Five of his brigade’s tanks were in ruins, smoking charnel even in their protective ditches. The German cannons had reached out and blown them to pieces. Two of the tanks were in flames, shafts of greasy fumes throbbed into the heating day. The others were just dead, crumpled like paper boxes into themselves, a gaping hole in each askew turret knocked from their fittings. This was why Valya had pulled the General out of its redoubt, to get back the tank’s best defense, to become a moving target.
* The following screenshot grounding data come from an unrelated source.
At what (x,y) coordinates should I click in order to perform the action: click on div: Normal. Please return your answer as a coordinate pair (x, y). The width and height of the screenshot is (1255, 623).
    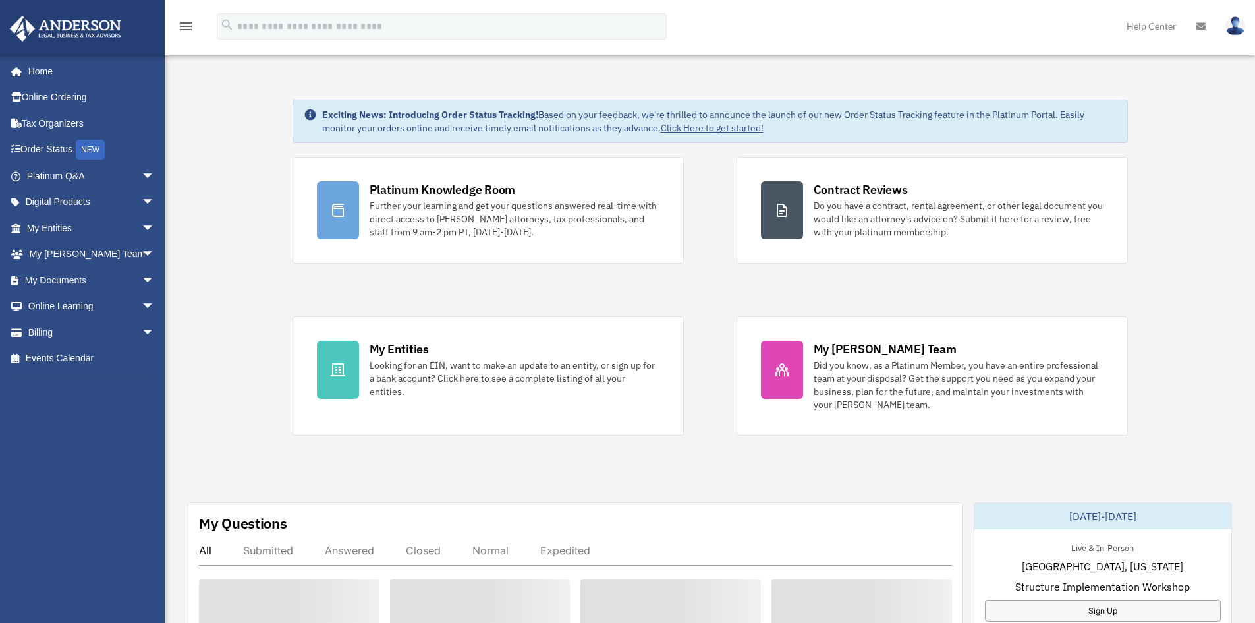
    Looking at the image, I should click on (490, 550). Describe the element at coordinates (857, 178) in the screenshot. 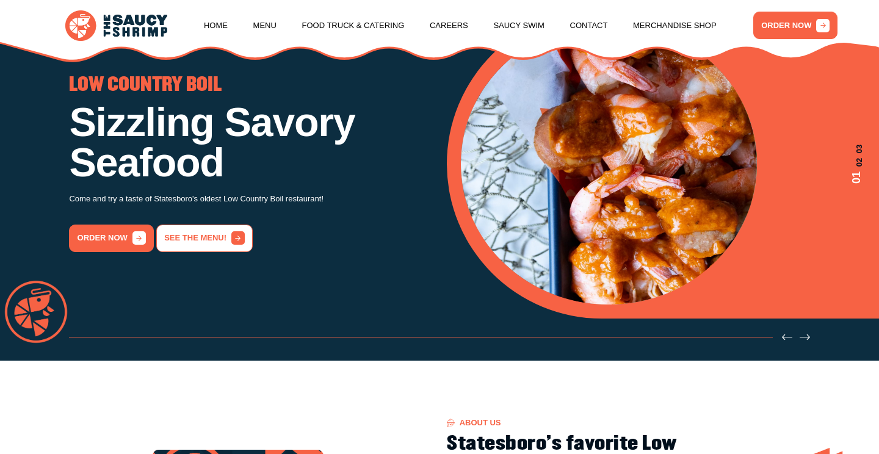

I see `span: 01` at that location.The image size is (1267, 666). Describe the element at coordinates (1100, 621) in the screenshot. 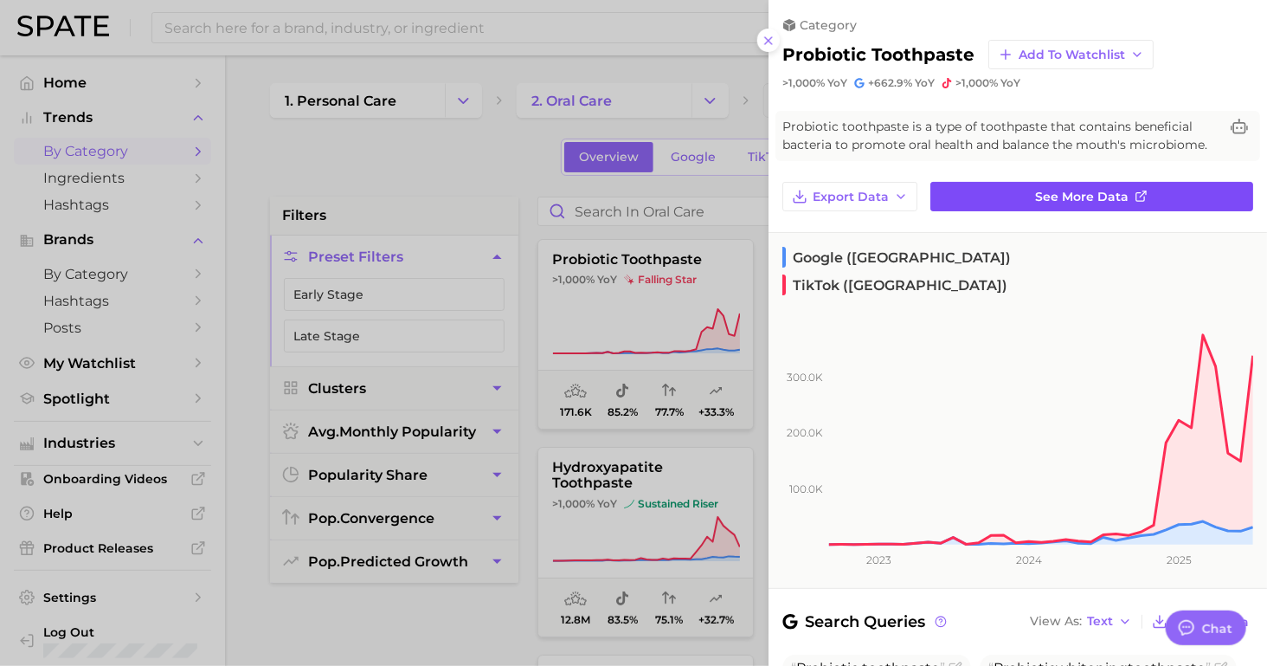

I see `span: Text` at that location.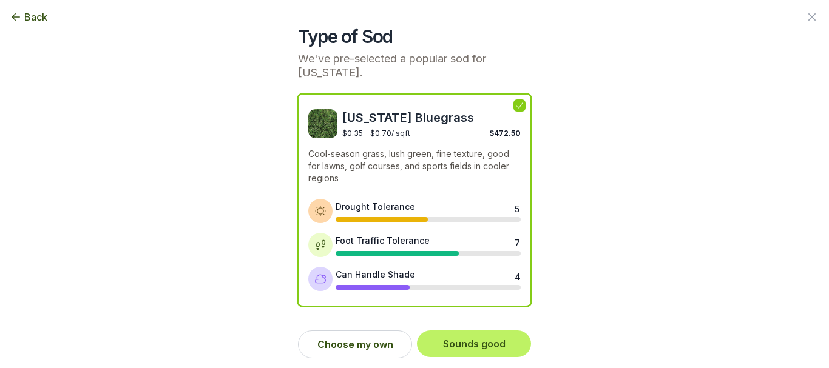 This screenshot has height=368, width=829. Describe the element at coordinates (474, 344) in the screenshot. I see `button: Sounds good` at that location.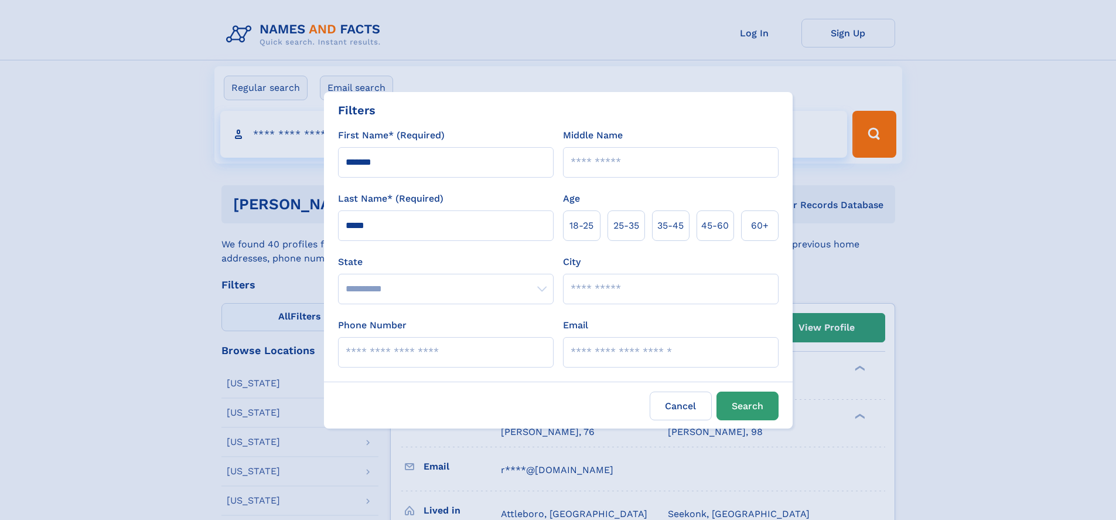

Dimitri charged ahead along the ridgeline. The other four tanks in their squad plus a half-dozen others had dislodged themselves from their dirt casings and were doing the same, back and forth like giant picnic ants around a stomping foot. What now? The T-34’s 75 mm gun couldn’t even dent the German tanks across the river, the General’s main gun barrel wasn’t long enough to generate the shell speed needed to penetrate their heavy tanks, not from two miles, not even from one mile! But even from this distance those big, unseen Tigers and Panthers had the power to sit back and knock a T-34 out. The morning was a shooting gallery for them, and all Valentin and the others could do was hunker and fire spitballs or dash around in a dither. This is our first meeting with Hitler’s new tanks, Dimitri thought, and judging from the results, the little Austrian bastard was right to wait for them!